Q. Ultimately, the jury was not instructed on [voluntary manslaughter], correct?

A. That’s correct. Because my office -- this wasn’t something that wasn’t thought about. [Co-counsel] and I had spent a tremendous amount of time on this case and the trial, to say the least, regardless of the animosity between the families, the dogs, and the courtroom always being secured.

We were also very aware [that the trial judge], who I had tried murder cases and tried many cases in front of, seemed a tad hostile toward our overall effort. And there was a juncture -- I read the Superior Court opinion on [Vasos] as well. . . .

-3- J-A09026-24

[After Vasos testified, co-counsel] and I are back in the office and we’re going back and forth on voluntary manslaughter. And I said, “He’s going to deny it anyway. Keep it out. He’s already made the representation that he’s not going to grant it.”

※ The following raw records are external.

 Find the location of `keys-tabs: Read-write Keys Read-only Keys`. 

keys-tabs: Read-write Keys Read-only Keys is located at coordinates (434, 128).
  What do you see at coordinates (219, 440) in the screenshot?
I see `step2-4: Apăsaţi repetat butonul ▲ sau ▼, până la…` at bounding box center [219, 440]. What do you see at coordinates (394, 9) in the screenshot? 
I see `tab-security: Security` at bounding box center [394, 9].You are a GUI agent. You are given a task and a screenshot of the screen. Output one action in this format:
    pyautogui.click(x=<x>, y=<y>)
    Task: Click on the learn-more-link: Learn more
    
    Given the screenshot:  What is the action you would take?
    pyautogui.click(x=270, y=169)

Now, looking back, that was a mistake. I should have still had him make that decision. We should have had that jury instruction in there. Quite frankly, it should have been in there but it wasn’t. It wasn’t. And that’s the story behind the reasoning.

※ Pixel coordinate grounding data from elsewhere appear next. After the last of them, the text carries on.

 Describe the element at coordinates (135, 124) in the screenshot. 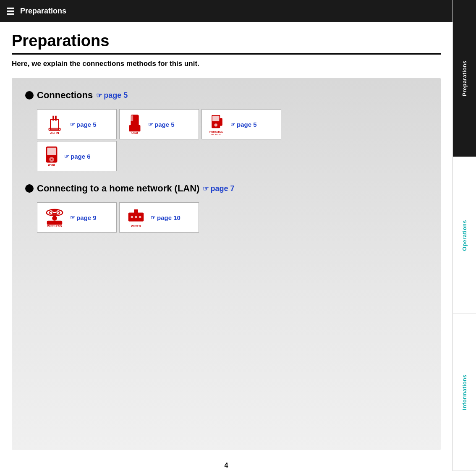

I see `usb-icon: USB` at that location.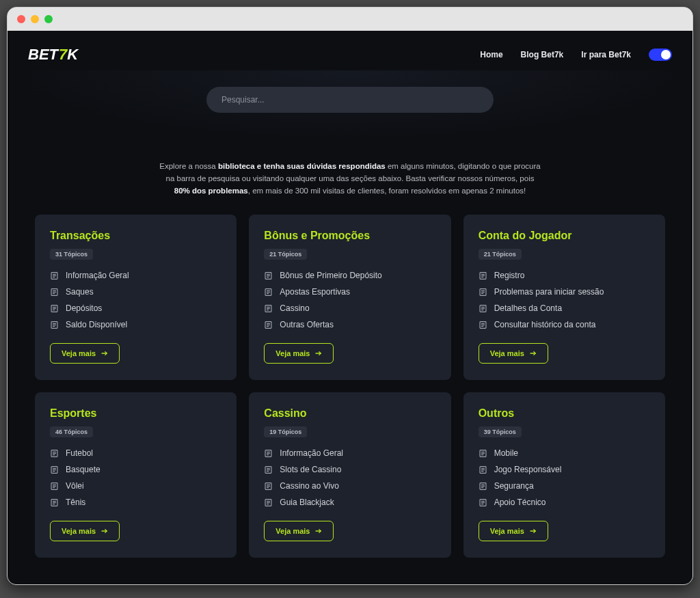  I want to click on topic-label: Tênis, so click(75, 502).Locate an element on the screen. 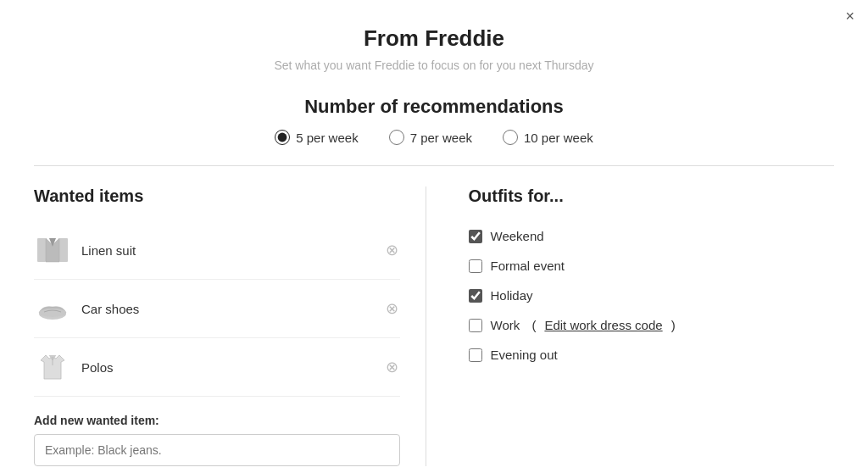  modal-title: From Freddie is located at coordinates (434, 39). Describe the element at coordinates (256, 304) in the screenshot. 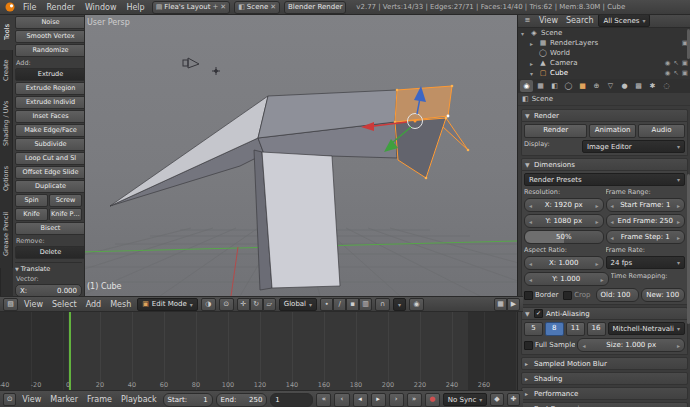

I see `rotate-manipulator-button: ↻` at that location.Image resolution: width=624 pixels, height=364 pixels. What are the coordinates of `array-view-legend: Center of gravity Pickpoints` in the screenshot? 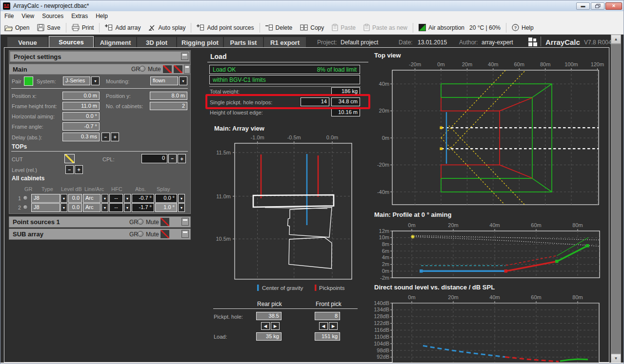 It's located at (301, 287).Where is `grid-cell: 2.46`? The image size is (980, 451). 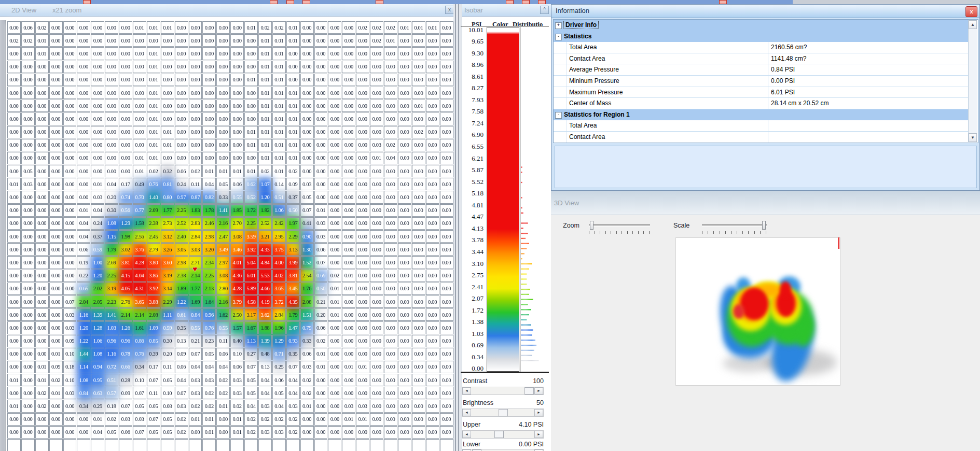 grid-cell: 2.46 is located at coordinates (209, 223).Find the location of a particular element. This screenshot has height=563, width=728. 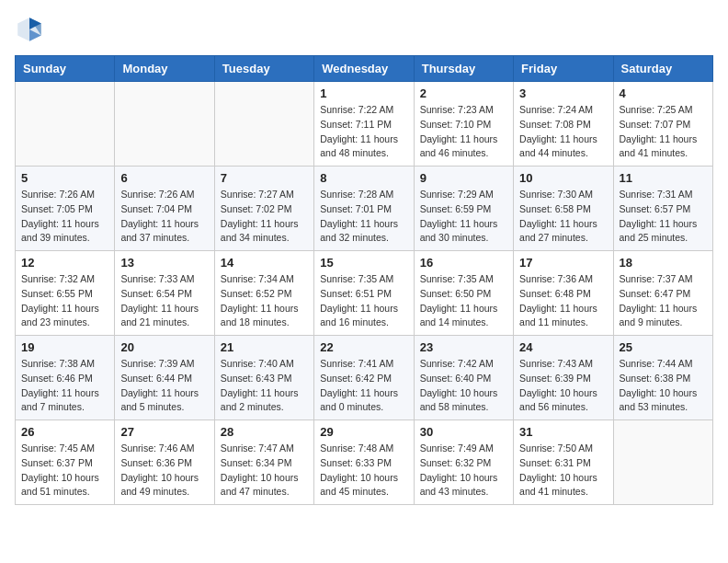

day-number: 21 is located at coordinates (265, 348).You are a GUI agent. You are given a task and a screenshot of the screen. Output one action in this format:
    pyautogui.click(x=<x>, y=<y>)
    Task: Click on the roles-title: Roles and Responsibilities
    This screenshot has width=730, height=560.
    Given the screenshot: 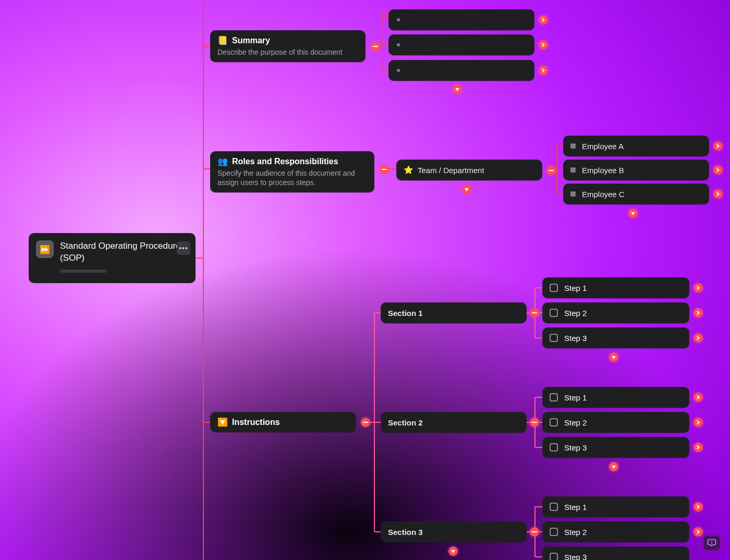 What is the action you would take?
    pyautogui.click(x=285, y=162)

N.T., 12/19/22, at 18–20; see id. at 51 (co-counsel testifying, “There was no

strategic basis” for not requesting an instruction on voluntary manslaughter).

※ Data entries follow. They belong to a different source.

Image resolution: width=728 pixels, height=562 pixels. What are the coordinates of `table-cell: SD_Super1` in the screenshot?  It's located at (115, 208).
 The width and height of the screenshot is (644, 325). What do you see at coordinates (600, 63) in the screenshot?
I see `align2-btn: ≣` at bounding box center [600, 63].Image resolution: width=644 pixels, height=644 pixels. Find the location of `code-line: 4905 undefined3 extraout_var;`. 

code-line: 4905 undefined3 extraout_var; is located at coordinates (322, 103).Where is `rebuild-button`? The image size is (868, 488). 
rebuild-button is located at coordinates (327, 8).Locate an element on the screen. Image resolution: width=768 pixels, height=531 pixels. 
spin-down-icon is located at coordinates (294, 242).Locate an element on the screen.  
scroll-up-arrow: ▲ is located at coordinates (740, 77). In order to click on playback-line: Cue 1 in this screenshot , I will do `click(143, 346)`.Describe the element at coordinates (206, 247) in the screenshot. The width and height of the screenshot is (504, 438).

After hearing argument, the PCRA court ruled that Vasos had proven

that his trial counsel had been ineffective for failing to request a voluntary

manslaughter instruction. The court thus granted Vasos’ petition and ordered

a new trial. The Commonwealth timely appealed. The Commonwealth

complied with Pennsylvania Rule of Appellate Procedure 1925(b), and the

PCRA court thereafter entered an opinion in support of its order.

The Commonwealth presents one issue for review:

Whether the PCRA court erred when it found ineffective assistance of counsel where instructing the jury on unreasonable belief voluntary manslaughter was not supported by the evidence, trial counsel made a strategic decision not to request the instruction, and Vasos did not suffer any prejudice by any failure to charge the jury with voluntary manslaughter.

Commonwealth’s Brief at 4.

On appeal from an order granting PCRA relief, this Court reviews

“whether the determination of the PCRA court is supported by the evidence of

record and is free of legal error.” Commonwealth v. Hipps, 274 A.3d 1263,

1266 (Pa. Super. 2022).

-4- J-A09026-24

By statute, a PCRA court can afford relief to a petitioner who

demonstrates that his “conviction or sentence resulted from” “[i]neffective

assistance of counsel which, in the circumstances of the particular case, so

undermined the truth-determining process that no reliable adjudication of

guilt or innocence could have taken place.” 42 Pa.C.S.A. § 9543(a)(2)(ii). In

Pennsylvania, we frame the ineffectiveness inquiry as follows:

[W]e begin, as we must, with the presumption that counsel acted effectively. See, e.g., Commonwealth v. Robinson, 82 A.3d 998, 1005 (Pa. 2013). To prove otherwise, a petitioner must satisfy the performance and prejudice standard set forth in Strickland v.